Public sector IT spend to grow 8.8% in 2022
The Australian government sector will spend more than $15.5 billion in 2022, according to new forecasting from Gartner — an 8.8% increase on 2021 levels. The new figures include all levels of government — federal, state and local — but do not include the education sector.
According to the forecast, the software segment — including application, infrastructure and vertical-specific software — will experience the strongest growth in 2022 at 19.2%.
While devices experienced the strongest growth in 2021 as government organisations embraced remote work and connected public services, it will suffer the strongest decline of -5% in 2022. Telecoms services are forecast to decline for the second year in a row.
“Government technology spend in Australia is expected to continue upward for the next few years driven by key programs to progress the digital economy, strengthen national cyber response, adopt emerging technologies and address gaps in regulation to cover technology,” said Brian Ferreira, Vice President, Executive Programs at Gartner.
“Consultation papers on AI, ethics, technology and human rights, blockchain and other emerging technologies are now firmly on the government’s radar.”
In 2022, increased investments in digital technologies will see governments in Australia spend 72% of total IT spending on IT services and software to improve responsiveness and resilience of public services (see Table 1). These include investments in enhancing customer and employee experience, strengthening analytical capabilities and scaling operational agility.
Segment | 2021 spend |
2021 growth (%) |
2022 spend |
2022 growth (%) |
IT services | 6,001 | 7.0 | 6,435 | 7.2 |
Software | 3,935 | 14.7 | 4,689 | 19.2 |
Telecoms | 665 | -1.0 | 659 | -1.0 |
Internal services | 2,571 | 0.9 | 2,669 | 3.8 |
Devices | 685 | 15.0 | 651 | -5.0 |
Data centre | 408 | 0.5 | 425 | 4.1 |
Total | 14,266 | 7.6 | 15,528 | 8.8 |
IT infrastructure and applications modernisation as well as digital government transformation will remain high government priorities in 2022. In Australia, the $1.2 billion Digital Economy Strategy announced in this year’s federal Budget aims to support investments in emerging technologies and digital skills to advance Australia’s position as a modern digital economy by 2030.
“As the Delta variant continues to create hurdles, government spending will increase on solutions to open up the Australian economy while we continue to live with COVID-19, particularly to drive vaccination validation, open up borders and unblock trade,” said Ferreira.
Increased adoption of cloud strategies and citizen digital identity
The pandemic has amplified the need for governments to rapidly scale IT infrastructure and application systems and respond to unprecedented public demands. Gartner estimates that by 2025, over 50% of government agencies will have modernised critical core legacy applications to improve resilience and agility.
“Key national technology capabilities, whole-of-government cloud and SaaS procurement agreements, and digital skills have progressed at a federal level within Australia,” said Ferreira.
“We have also seen a strengthening digital mandate in ministerial roles with cross federal–state collaboration at a state level.”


» **WORK TASK**
Write how many lines in the records below include the string "content". No other text should be given.

(Stored records)
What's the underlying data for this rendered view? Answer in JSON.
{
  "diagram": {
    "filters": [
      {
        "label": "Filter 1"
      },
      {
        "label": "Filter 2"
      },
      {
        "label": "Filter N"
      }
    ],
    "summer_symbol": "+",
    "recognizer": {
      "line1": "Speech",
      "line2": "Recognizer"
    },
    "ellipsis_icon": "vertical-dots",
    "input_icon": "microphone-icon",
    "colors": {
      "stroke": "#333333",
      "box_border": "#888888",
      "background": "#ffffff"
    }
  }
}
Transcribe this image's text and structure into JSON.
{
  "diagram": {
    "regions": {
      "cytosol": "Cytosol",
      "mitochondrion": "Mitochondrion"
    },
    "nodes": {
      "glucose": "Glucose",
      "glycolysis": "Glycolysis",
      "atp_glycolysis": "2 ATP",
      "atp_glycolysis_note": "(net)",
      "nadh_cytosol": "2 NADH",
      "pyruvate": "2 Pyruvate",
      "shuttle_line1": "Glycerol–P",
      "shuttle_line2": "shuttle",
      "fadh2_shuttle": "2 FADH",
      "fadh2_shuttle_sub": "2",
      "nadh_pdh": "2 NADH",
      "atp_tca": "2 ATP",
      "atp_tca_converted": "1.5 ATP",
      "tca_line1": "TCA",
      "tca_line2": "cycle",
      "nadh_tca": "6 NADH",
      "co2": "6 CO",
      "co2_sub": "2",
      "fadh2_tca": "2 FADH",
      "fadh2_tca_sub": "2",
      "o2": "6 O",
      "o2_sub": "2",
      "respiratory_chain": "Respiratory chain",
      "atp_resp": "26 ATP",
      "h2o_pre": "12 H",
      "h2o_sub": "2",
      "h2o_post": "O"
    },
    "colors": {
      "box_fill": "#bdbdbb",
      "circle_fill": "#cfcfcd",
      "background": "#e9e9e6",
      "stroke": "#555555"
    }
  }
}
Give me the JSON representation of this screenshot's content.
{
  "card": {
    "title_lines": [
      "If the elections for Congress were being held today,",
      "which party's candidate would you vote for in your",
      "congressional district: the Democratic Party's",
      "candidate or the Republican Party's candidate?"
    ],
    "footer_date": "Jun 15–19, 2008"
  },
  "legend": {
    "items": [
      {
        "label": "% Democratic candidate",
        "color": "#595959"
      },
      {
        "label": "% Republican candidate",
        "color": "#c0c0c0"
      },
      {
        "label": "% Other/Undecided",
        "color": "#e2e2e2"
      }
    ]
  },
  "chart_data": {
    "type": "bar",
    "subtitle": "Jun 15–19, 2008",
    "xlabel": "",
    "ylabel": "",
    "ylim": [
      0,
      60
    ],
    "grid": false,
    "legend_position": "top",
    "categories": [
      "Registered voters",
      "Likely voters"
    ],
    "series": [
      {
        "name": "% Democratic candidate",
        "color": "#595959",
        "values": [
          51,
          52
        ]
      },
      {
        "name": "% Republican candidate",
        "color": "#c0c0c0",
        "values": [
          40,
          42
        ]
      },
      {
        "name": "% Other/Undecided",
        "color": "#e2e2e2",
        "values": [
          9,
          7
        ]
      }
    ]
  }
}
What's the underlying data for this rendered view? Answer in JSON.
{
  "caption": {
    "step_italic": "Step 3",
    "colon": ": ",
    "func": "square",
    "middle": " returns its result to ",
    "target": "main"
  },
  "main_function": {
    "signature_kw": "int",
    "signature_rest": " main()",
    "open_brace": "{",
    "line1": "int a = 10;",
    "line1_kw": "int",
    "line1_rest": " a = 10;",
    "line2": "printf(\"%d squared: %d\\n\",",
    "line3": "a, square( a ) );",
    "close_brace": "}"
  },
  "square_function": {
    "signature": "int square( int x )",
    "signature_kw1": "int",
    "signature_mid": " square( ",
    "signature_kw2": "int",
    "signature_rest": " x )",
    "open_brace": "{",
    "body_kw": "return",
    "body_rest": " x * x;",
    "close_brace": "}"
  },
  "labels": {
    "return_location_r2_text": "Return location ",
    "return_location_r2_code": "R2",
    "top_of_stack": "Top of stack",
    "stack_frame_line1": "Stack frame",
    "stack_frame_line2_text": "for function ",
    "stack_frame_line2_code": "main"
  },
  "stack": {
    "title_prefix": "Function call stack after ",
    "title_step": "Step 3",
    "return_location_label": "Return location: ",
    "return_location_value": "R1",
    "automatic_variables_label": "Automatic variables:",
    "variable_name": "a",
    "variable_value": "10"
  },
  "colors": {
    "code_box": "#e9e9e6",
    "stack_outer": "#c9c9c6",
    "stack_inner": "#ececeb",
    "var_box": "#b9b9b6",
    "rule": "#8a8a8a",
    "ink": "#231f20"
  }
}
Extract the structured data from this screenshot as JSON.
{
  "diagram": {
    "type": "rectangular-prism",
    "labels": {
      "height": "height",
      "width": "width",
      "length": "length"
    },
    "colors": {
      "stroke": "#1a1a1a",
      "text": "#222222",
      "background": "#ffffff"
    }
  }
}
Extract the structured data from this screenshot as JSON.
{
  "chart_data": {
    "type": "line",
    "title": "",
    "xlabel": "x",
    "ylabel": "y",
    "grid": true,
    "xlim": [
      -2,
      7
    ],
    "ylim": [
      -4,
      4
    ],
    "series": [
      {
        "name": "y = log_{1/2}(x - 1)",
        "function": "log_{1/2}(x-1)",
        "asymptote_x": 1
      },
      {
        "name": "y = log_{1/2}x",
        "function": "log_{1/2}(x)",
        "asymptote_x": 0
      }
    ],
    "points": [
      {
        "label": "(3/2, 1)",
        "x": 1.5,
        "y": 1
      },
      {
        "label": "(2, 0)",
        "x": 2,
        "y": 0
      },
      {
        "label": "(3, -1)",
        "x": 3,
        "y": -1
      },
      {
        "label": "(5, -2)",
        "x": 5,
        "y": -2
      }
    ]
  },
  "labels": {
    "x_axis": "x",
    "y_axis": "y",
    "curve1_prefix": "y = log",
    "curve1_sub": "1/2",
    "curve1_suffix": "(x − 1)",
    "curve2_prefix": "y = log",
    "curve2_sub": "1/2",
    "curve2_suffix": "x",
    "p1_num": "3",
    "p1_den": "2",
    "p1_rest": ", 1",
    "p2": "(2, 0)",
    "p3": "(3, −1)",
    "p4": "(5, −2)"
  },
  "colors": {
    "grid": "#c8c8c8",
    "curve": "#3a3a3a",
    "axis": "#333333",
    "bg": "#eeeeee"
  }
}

---

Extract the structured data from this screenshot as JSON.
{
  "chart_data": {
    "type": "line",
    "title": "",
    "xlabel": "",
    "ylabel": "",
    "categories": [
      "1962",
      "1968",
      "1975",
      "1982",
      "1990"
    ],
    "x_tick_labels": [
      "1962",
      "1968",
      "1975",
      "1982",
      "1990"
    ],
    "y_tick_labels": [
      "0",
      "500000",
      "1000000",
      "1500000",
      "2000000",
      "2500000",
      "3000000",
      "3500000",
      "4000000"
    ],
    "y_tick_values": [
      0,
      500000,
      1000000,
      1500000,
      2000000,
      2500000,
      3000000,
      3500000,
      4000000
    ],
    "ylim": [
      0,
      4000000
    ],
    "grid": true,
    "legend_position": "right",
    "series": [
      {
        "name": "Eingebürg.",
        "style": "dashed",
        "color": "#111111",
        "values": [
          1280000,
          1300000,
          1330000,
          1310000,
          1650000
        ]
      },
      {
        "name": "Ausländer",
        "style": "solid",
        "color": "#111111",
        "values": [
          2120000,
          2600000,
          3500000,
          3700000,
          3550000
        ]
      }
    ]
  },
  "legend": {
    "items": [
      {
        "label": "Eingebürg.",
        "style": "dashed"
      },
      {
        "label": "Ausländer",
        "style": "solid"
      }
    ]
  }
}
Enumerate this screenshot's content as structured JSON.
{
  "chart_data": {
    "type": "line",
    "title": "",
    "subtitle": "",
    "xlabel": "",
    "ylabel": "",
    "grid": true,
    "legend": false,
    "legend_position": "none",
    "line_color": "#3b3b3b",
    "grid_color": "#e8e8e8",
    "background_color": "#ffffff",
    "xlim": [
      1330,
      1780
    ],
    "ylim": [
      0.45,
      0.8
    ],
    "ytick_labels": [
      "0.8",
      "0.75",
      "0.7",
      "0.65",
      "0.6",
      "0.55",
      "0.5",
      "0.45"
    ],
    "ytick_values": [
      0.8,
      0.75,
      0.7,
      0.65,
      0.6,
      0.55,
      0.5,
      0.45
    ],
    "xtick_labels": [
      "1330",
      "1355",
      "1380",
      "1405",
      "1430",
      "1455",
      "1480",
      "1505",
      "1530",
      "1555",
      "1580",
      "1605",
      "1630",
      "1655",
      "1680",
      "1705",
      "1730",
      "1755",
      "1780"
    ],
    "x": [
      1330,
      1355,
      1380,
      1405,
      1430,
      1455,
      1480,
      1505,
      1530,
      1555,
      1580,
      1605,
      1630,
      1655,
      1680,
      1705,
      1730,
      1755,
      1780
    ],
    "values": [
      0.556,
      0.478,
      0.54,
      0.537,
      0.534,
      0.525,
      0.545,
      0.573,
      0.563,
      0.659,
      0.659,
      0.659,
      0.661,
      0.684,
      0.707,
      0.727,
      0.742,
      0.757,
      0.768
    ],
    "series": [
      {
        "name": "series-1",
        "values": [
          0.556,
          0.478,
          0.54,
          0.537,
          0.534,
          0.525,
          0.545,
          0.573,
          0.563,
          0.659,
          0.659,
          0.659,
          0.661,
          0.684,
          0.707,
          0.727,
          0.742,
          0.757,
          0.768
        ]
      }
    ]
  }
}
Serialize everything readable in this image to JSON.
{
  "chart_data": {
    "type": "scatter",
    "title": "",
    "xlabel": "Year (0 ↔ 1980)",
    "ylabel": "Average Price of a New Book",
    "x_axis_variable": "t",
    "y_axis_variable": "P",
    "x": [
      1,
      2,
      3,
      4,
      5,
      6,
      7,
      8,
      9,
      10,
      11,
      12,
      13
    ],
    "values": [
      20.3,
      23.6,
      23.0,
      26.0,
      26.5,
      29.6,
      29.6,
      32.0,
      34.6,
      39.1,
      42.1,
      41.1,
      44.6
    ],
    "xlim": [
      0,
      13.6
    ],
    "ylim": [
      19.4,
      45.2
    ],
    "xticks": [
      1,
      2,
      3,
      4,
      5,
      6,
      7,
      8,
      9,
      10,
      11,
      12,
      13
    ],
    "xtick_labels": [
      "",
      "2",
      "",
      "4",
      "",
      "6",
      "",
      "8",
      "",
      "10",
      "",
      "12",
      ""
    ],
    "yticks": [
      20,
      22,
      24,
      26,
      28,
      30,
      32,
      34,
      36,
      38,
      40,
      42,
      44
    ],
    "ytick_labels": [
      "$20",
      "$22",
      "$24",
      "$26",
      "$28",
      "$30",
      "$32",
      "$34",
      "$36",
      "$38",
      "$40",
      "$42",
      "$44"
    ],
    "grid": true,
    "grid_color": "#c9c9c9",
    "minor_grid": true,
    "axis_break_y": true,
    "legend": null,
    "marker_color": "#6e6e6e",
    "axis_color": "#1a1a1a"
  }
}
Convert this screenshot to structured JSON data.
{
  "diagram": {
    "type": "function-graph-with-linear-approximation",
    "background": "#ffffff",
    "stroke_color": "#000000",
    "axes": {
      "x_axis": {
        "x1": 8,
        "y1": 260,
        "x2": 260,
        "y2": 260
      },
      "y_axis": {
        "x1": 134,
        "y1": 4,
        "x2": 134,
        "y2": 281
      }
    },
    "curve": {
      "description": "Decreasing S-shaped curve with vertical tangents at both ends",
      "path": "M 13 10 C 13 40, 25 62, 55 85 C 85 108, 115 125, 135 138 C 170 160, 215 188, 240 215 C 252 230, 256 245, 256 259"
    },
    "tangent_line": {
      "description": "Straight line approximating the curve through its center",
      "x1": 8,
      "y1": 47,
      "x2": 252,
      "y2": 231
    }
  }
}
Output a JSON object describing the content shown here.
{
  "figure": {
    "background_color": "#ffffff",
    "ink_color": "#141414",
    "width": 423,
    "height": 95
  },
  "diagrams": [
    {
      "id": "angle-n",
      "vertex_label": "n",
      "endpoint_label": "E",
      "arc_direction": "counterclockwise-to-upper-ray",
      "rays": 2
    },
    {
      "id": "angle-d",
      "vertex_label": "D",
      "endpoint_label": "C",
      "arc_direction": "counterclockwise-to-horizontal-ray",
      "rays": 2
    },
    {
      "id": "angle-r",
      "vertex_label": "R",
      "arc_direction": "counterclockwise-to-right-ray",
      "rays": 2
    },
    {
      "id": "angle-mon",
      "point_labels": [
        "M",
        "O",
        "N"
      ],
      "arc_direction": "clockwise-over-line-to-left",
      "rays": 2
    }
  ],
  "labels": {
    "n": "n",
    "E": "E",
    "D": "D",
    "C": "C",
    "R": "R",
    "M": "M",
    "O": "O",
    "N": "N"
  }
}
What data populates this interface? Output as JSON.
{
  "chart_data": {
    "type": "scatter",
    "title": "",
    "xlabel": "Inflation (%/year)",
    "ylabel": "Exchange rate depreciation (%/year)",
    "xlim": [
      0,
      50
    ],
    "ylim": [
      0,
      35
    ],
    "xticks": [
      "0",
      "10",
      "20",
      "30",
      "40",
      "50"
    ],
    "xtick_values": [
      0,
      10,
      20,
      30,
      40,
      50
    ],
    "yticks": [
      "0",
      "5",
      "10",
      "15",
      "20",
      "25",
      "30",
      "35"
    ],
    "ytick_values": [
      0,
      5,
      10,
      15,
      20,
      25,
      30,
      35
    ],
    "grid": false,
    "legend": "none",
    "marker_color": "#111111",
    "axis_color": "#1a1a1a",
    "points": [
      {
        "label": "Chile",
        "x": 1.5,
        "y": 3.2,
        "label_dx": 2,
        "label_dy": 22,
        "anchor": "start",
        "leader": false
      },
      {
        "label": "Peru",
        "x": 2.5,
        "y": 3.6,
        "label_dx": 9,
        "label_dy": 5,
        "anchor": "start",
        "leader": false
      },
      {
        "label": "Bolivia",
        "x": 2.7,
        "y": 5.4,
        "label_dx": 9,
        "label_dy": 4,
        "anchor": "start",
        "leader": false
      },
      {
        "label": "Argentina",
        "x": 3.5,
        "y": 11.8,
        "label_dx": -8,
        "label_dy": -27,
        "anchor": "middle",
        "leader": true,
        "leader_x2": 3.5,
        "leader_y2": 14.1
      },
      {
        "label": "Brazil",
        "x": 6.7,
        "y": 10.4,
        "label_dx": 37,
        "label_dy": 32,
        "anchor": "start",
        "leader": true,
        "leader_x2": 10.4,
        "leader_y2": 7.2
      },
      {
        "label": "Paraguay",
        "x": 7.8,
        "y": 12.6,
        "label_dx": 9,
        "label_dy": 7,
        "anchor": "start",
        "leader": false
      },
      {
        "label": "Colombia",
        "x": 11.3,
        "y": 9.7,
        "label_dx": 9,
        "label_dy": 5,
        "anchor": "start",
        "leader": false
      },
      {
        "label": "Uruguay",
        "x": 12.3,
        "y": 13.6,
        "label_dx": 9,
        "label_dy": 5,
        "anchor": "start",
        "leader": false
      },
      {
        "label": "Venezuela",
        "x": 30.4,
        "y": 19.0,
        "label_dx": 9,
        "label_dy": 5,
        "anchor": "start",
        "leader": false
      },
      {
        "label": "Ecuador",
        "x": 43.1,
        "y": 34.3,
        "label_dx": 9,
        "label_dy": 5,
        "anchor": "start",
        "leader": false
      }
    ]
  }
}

» **WRITTEN RESPONSE**
3